Ted Cruz is running for reelection in Texas trying to humanize himself by talking about basketball, and accusing his opponent, Beto O’Rourke, of liking tofu, hating the national anthem, and plotting to ban barbecue. What’s notably missing from Cruz’s campaign message is any recognizable conservative program. The conservative agenda has become at best a distraction, and at worst a liability.
Cruz’s gambit is revealing, because Republican leaders have been insisting that their policy agenda is widely loved by the public. For weeks, they have been planting the excuse that the only reason they might lose the midterm elections is Donald Trump’s erratic personality.
“The decline in unemployment and soaring gross domestic product, along with the tax overhaul Republicans argue is fueling the growth,” reported the New York Times recently, “have been obscured by the president’s inflammatory moves on immigration, Vladimir V. Putin and other fronts, party leaders say …” “If we had to fight this campaign on what we accomplished in Congress and on the state of the economy, I think we’d almost certainly keep our majority …” a Republican involved in running the midterms told Axios. “If there was any way to reduce the noise (unlikely!!) we could survive. [There’s] so much noise [that it doesn’t] allow people to realize economy/life is good.” Americans would remember how much they love and cherish the accomplishments of the Republican Congress, if the president would just pipe down.
Of course, if voters like the Republican policy agenda, there is nothing stopping candidates from trying to remind them of all their good works. If you recall, during the debate over the tax cut, Republican leaders continually insisted the tax cuts would be popular, and if enacted into law would provide the basis for their candidates to campaign. But the tax cuts remain unpopular, and Republicans have stopped talking about them.
In fact, the Republicans’ own polling confirms this. Josh Green has obtained internal Republican survey data, which includes the hilarious finding that Republican voters refuse to believe Democrats might win Congress. More pertinently, it reveals that voters are not actually onboard with the party agenda. The survey found “increasing funding for veterans’ mental health services, strengthening and preserving Medicare and Social Security, and reforming the student loan system all scored higher than Trump’s favored subjects of tax cuts, border security, and preserving the Immigration and Customs Enforcement agency.”
The popular ideas, in other words, all involve higher domestic spending. The Republican survey also warns that a “challenge for GOP candidates is that most voters believe that the GOP wants to cut back on these programs in order to provide tax breaks for corporations and the wealthy.”
Probably because they do!
In any case, this explains why Republicans have stopped touting their tax cuts. And while Trump’s constant scandals — or “noise,” as his co-partisans euphemistically put it — may not be helping, they are not obscuring some kind of underlying winning message. That’s why Republican candidates are not trying to focus on domestic policy, but instead running as mini-Trumps of their own, emphasizing symbolic cultural fights designed to whip up ethno-nationalist fervor.
Cruz’s campaign is especially poignant. Rafael Cruz Jr. was almost literally raised from birth by the conservative movement. Sired by a right-wing father and taught to recite Milton Friedman, Ludwig von Mises, and other great works of the reactionary canon, hanging out at the “Free Enterprise Institute” as a teenager, Cruz plotted out an ascension within Republican politics that would fulfill the great dreams of the Goldwater and Reagan revolutions.
And yet, in this pivotal moment in his career, facing a surprising reelection threat from left-leaning Beto O’Rourke, and running in a state that has voted Republican in every presidential election since 1976, conservative thought is almost completely absent from Cruz’s campaign themes. His television ads tout Cruz’s record in securing federal hurricane relief for Texas and attack his opponent. (What would Ludwig von Mises think?) Cruz’s role in supporting Trump’s conservative policy accomplishments goes unmentioned.
O’Rourke opposed the Trump corporate tax cut. He is openly endorsing that his state accept the Medicaid expansion created by Obamacare. If even a conservative movement fundamentalist like Cruz doesn’t want to campaign on these issues in a state like Texas, what does that say about the political health of conservatism?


**INSTRUCTIONS TO FOLLOW**
Copy task for the material below: print the line with "Output each element" and every line after it to the end, exactly as written, without the pictures.

**MATERIAL FOR THIS EXERCISE**
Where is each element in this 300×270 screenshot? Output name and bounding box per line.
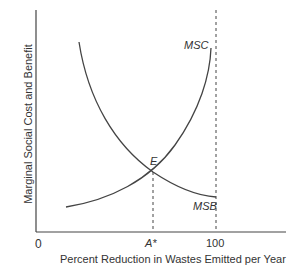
msc-curve xyxy=(66,48,211,207)
y-axis-label: Marginal Social Cost and Benefit xyxy=(22,44,34,204)
msb-label: MSB xyxy=(193,200,217,212)
hundred-label: 100 xyxy=(206,237,224,249)
diagram-canvas xyxy=(0,0,300,270)
origin-label: 0 xyxy=(35,237,42,251)
equilibrium-label: E xyxy=(150,155,157,167)
a-star-label: A* xyxy=(145,237,157,249)
x-axis-label: Percent Reduction in Wastes Emitted per … xyxy=(60,253,286,265)
msc-label: MSC xyxy=(184,39,208,51)
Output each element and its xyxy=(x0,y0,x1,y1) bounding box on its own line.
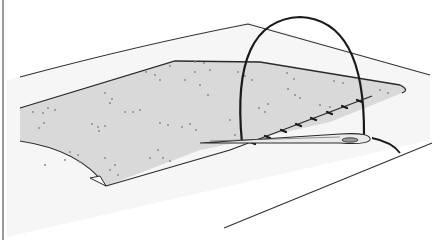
needle-eye xyxy=(342,138,358,142)
diagram-canvas xyxy=(0,0,448,240)
sewing-illustration xyxy=(0,0,448,240)
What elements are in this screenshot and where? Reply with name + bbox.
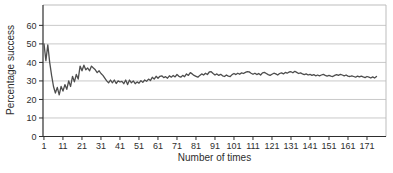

**ANSWER TO THIS EXERCISE**
Output each element and its xyxy=(x0,y0,x1,y1) bounding box on its own line.
needle-eye xyxy=(342,138,358,142)
diagram-canvas xyxy=(0,0,448,240)
sewing-illustration xyxy=(0,0,448,240)
What elements are in this screenshot and where? Reply with name + bbox.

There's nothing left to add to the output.